Palma.Yesterday, the investigation into the business activities of the Duke of Palma, Iñaki Urdangarin, took an unprecedented twist when his wife, Princess Cristina, the youngest daughter of the King of Spain, was summoned to be questioned by Judge Jose Castro in Palma at 10am on Saturday, April 27.
But, the Anticorruption Prosecutor has five days to lodge an appeal and intends to do so on the grounds of a lack of evidence.
Iñaki Urdangarin is under investigation for allegedly embezzling millions of euros in public money, some of it from the Balearic government when Jaume Matas was President.
The 47-year-old has not been named as a suspect in the corruption probe opened at the end of 2011 here in Majorca by Judge Jose Castro, but Urdangarin and his former partner Diego Torres are suspected of syphoning off money paid by regional governments to stage sports and tourism events to the nonprofit Noos Institute, which Urdangarin chaired from 2004 to 2006. Both men have denied any wrongdoing and have not been charged with any crime.
Urdangarin, a former Olympic handball player, sought to distance his wife and the rest of the royal family from his business dealings when he was questioned in a Palma court for the second time in February by the judge leading the investigation.
Emails
But over the past few months, Torres has provided Judge Castro with emails that were leaked to the press which appear to show that Urdangarin regularly consulted his wife - a member of the board of the Noos Institute - about the body's affairs. Carlos Garcia Revenga, the longtime personal secretary to Princes Cristina and her older sister Princess Elena, was also questioned by the judge in February after Torres submitted another batch of emails that suggested he was actively involved in the Noos Institute's dealings.
Princess Cristina, who works as the director of social welfare programmes at Barcelona-based financial services group La Caixa's charitable foundation, has kept a low profile since the scandal broke.
In 2009 Princess Cristina and her husband, along with their four children, moved from Barcelona to Washington where Urdangarin took up a job as an executive director of the US subsidiary of Spanish telecommunications giant Telefonica.
The couple were given the title of Duke and Duchess of Palma when they wed, but Palma City Council has since asked that he longer uses his title. They were living in the United States when the allegations of corruption at the Noos Institute first broke in Spain. A street named in their honour has also been renamed.
Mansion
In August 2012 the couple and their four children returned to Barcelona, where they own a mansion in the exclusive Pedralbes area that reportedly cost around six million euros and part of which has been embargoed as the Duke and Torres struggle to meet the 8.2 million euros civil bail set by Judge Castro.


• [Exercise aim]: Please say how many lines in the records below contain the word "samples", giving only the number.

:: Extracted entries ::

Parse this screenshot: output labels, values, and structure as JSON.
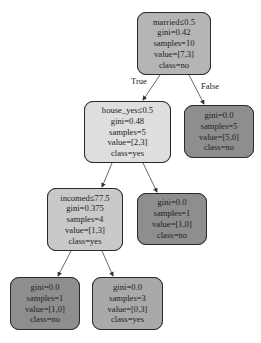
{
  "diagram": {
    "type": "decision-tree",
    "nodes": [
      {
        "id": "root",
        "split": "married≤0.5",
        "gini": "gini=0.42",
        "samples": "samples=10",
        "value": "value=[7,3]",
        "class": "class=no",
        "fill": "#b5b5b5"
      },
      {
        "id": "house",
        "split": "house_yes≤0.5",
        "gini": "gini=0.48",
        "samples": "samples=5",
        "value": "value=[2,3]",
        "class": "class=yes",
        "fill": "#dedede"
      },
      {
        "id": "leaf_false",
        "gini": "gini=0.0",
        "samples": "samples=5",
        "value": "value=[5,0]",
        "class": "class=no",
        "fill": "#8e8e8e"
      },
      {
        "id": "incomed",
        "split": "incomed≤77.5",
        "gini": "gini=0.375",
        "samples": "samples=4",
        "value": "value=[1,3]",
        "class": "class=yes",
        "fill": "#c9c9c9"
      },
      {
        "id": "leaf_house_right",
        "gini": "gini=0.0",
        "samples": "samples=1",
        "value": "value=[1,0]",
        "class": "class=no",
        "fill": "#8e8e8e"
      },
      {
        "id": "leaf_bottom_left",
        "gini": "gini=0.0",
        "samples": "samples=1",
        "value": "value=[1,0]",
        "class": "class=no",
        "fill": "#8e8e8e"
      },
      {
        "id": "leaf_bottom_right",
        "gini": "gini=0.0",
        "samples": "samples=3",
        "value": "value=[0,3]",
        "class": "class=yes",
        "fill": "#a9a9a9"
      }
    ],
    "edge_labels": {
      "true_label": "True",
      "false_label": "False"
    }
  }
}
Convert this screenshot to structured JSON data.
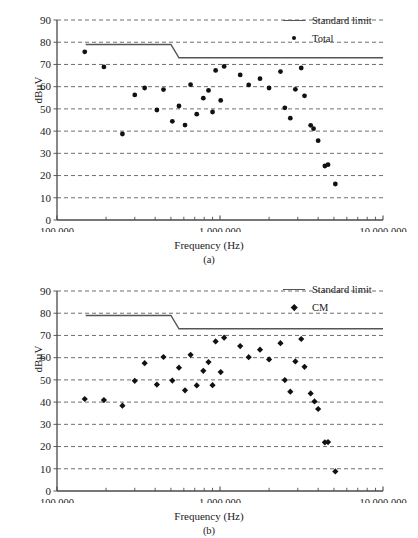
{
  "figure": {
    "panels": [
      {
        "id": "a",
        "caption": "(a)",
        "xlabel": "Frequency (Hz)",
        "ylabel": "dBµV",
        "legend": [
          {
            "label": "Standard limit",
            "key": "line",
            "color": "#555555"
          },
          {
            "label": "Total",
            "key": "circle",
            "color": "#111111"
          }
        ],
        "ytick_labels": [
          "90",
          "80",
          "70",
          "60",
          "50",
          "40",
          "30",
          "20",
          "10",
          "0"
        ],
        "xtick_labels": [
          "100 000",
          "1 000 000",
          "10 000 000"
        ]
      },
      {
        "id": "b",
        "caption": "(b)",
        "xlabel": "Frequency (Hz)",
        "ylabel": "dBµV",
        "legend": [
          {
            "label": "Standard limit",
            "key": "line",
            "color": "#555555"
          },
          {
            "label": "CM",
            "key": "diamond",
            "color": "#111111"
          }
        ],
        "ytick_labels": [
          "90",
          "80",
          "70",
          "60",
          "50",
          "40",
          "30",
          "20",
          "10",
          "0"
        ],
        "xtick_labels": [
          "100 000",
          "1 000 000",
          "10 000 000"
        ]
      }
    ]
  },
  "chart_data": [
    {
      "type": "scatter",
      "panel": "(a)",
      "title": "",
      "xlabel": "Frequency (Hz)",
      "ylabel": "dBµV",
      "xscale": "log",
      "xlim": [
        100000,
        10000000
      ],
      "ylim": [
        0,
        90
      ],
      "ytick_step": 10,
      "grid": "horizontal-dashed",
      "legend_position": "top-right",
      "series": [
        {
          "name": "Standard limit",
          "type": "line",
          "color": "#555555",
          "points": [
            {
              "x": 150000,
              "y": 79
            },
            {
              "x": 500000,
              "y": 79
            },
            {
              "x": 560000,
              "y": 73
            },
            {
              "x": 10000000,
              "y": 73
            }
          ]
        },
        {
          "name": "Total",
          "type": "scatter",
          "marker": "circle",
          "color": "#111111",
          "points": [
            {
              "x": 148000,
              "y": 75.7
            },
            {
              "x": 194000,
              "y": 68.9
            },
            {
              "x": 252000,
              "y": 38.7
            },
            {
              "x": 300000,
              "y": 56.3
            },
            {
              "x": 345000,
              "y": 59.4
            },
            {
              "x": 410000,
              "y": 49.5
            },
            {
              "x": 450000,
              "y": 58.7
            },
            {
              "x": 510000,
              "y": 44.4
            },
            {
              "x": 560000,
              "y": 51.3
            },
            {
              "x": 610000,
              "y": 42.7
            },
            {
              "x": 660000,
              "y": 60.9
            },
            {
              "x": 720000,
              "y": 47.6
            },
            {
              "x": 790000,
              "y": 54.8
            },
            {
              "x": 850000,
              "y": 58.3
            },
            {
              "x": 900000,
              "y": 48.6
            },
            {
              "x": 940000,
              "y": 67.3
            },
            {
              "x": 1010000,
              "y": 53.8
            },
            {
              "x": 1060000,
              "y": 69.1
            },
            {
              "x": 1330000,
              "y": 65.3
            },
            {
              "x": 1500000,
              "y": 60.8
            },
            {
              "x": 1760000,
              "y": 63.6
            },
            {
              "x": 2000000,
              "y": 59.4
            },
            {
              "x": 2350000,
              "y": 66.8
            },
            {
              "x": 2500000,
              "y": 50.5
            },
            {
              "x": 2700000,
              "y": 45.8
            },
            {
              "x": 2900000,
              "y": 58.8
            },
            {
              "x": 3150000,
              "y": 68.4
            },
            {
              "x": 3300000,
              "y": 55.9
            },
            {
              "x": 3600000,
              "y": 42.6
            },
            {
              "x": 3750000,
              "y": 41.1
            },
            {
              "x": 4000000,
              "y": 35.7
            },
            {
              "x": 4400000,
              "y": 24.3
            },
            {
              "x": 4600000,
              "y": 24.9
            },
            {
              "x": 5100000,
              "y": 16.2
            }
          ]
        }
      ]
    },
    {
      "type": "scatter",
      "panel": "(b)",
      "title": "",
      "xlabel": "Frequency (Hz)",
      "ylabel": "dBµV",
      "xscale": "log",
      "xlim": [
        100000,
        10000000
      ],
      "ylim": [
        0,
        90
      ],
      "ytick_step": 10,
      "grid": "horizontal-dashed",
      "legend_position": "top-right",
      "series": [
        {
          "name": "Standard limit",
          "type": "line",
          "color": "#555555",
          "points": [
            {
              "x": 150000,
              "y": 79
            },
            {
              "x": 500000,
              "y": 79
            },
            {
              "x": 560000,
              "y": 73
            },
            {
              "x": 10000000,
              "y": 73
            }
          ]
        },
        {
          "name": "CM",
          "type": "scatter",
          "marker": "diamond",
          "color": "#111111",
          "points": [
            {
              "x": 148000,
              "y": 41.4
            },
            {
              "x": 194000,
              "y": 40.9
            },
            {
              "x": 252000,
              "y": 38.4
            },
            {
              "x": 300000,
              "y": 49.6
            },
            {
              "x": 345000,
              "y": 57.5
            },
            {
              "x": 410000,
              "y": 47.9
            },
            {
              "x": 450000,
              "y": 60.3
            },
            {
              "x": 510000,
              "y": 49.7
            },
            {
              "x": 560000,
              "y": 55.5
            },
            {
              "x": 610000,
              "y": 45.3
            },
            {
              "x": 660000,
              "y": 61.3
            },
            {
              "x": 720000,
              "y": 47.5
            },
            {
              "x": 790000,
              "y": 54.1
            },
            {
              "x": 850000,
              "y": 58.0
            },
            {
              "x": 900000,
              "y": 47.6
            },
            {
              "x": 940000,
              "y": 67.3
            },
            {
              "x": 1010000,
              "y": 53.5
            },
            {
              "x": 1060000,
              "y": 69.0
            },
            {
              "x": 1330000,
              "y": 65.2
            },
            {
              "x": 1500000,
              "y": 60.2
            },
            {
              "x": 1760000,
              "y": 63.6
            },
            {
              "x": 2000000,
              "y": 59.2
            },
            {
              "x": 2350000,
              "y": 66.5
            },
            {
              "x": 2500000,
              "y": 49.9
            },
            {
              "x": 2700000,
              "y": 44.7
            },
            {
              "x": 2900000,
              "y": 58.3
            },
            {
              "x": 3150000,
              "y": 68.4
            },
            {
              "x": 3300000,
              "y": 55.9
            },
            {
              "x": 3600000,
              "y": 43.9
            },
            {
              "x": 3800000,
              "y": 40.3
            },
            {
              "x": 4000000,
              "y": 36.9
            },
            {
              "x": 4400000,
              "y": 21.9
            },
            {
              "x": 4600000,
              "y": 22.0
            },
            {
              "x": 5100000,
              "y": 8.8
            }
          ]
        }
      ]
    }
  ]
}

:::

• [Solution for this exercise]: 7